As students continued working, the professor pointed out a plural here and reminded about the nominative case there. He paused to discuss the translation of another of those sentences only heard in Latin class, “There was a bull whose shapely limbs were very pleasing to the women.”

“Are the women pleasing? Or is it the limbs that are pleasing?” he asked, noting that a slightly different ending can vastly alter the meaning of a word and a sentence.

He also focused on “there.” While English speakers use “there” to mean either location or existence, Latin has two separate words.

Later, students took turns reading and translating a story written in Latin, “Marcus et Samis, pueri mali,” which could be titled in English, “Two Little Thugs.” They groaned with disappointment when class ended before they’d learned the fate of Marcus and Samis.

Throughout each session, Richardson helps bring Latin alive for the students.

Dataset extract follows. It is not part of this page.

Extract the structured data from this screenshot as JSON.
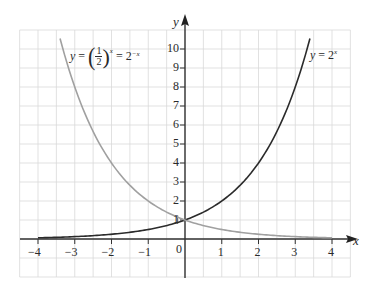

He said he tries to help them visualize the language — using a role of wax paper, for instance, to explain he word “cera,” which refers to wax, like the paper; and “secare” which refers to cutting, like the serrated saw-toothed metal strip used for tearing paper off the roll.

In another visual example, Richardson crossed his arms like a praying monk. “The pretzel talk!” Nason and Siegel recalled, laughing.

Students remember it well: How discussion of the word brachium, meaning arm or limb, led to a story about monks making beer and, to accompany it, baking crusty pretzels shaped to remind them of prayers.

Language doesn’t exist in a vacuum, after all.

“I want to talk about culture, history; give them as much as possible,” Richardson said.

He also demonstrates real-world uses of Latin through Phillip J. Pirages’ Fine Books and Medieval Manuscripts catalog, which contains photos and descriptions of pages that are hundreds of years old. Some of his Latin classes take field trips to Pirages’ local studio, as well — a reward at the end of the term, the professor said.

Freshman Brett Tomlinson, who is majoring in the classics, said he’s intrigued by the historical and cultural aspects of the Latin class, as well as the language part. He plans to continue studying the language next semester and later add Greek, as well.

“This is the basis of all Western culture,” he said. “How could I not be interested?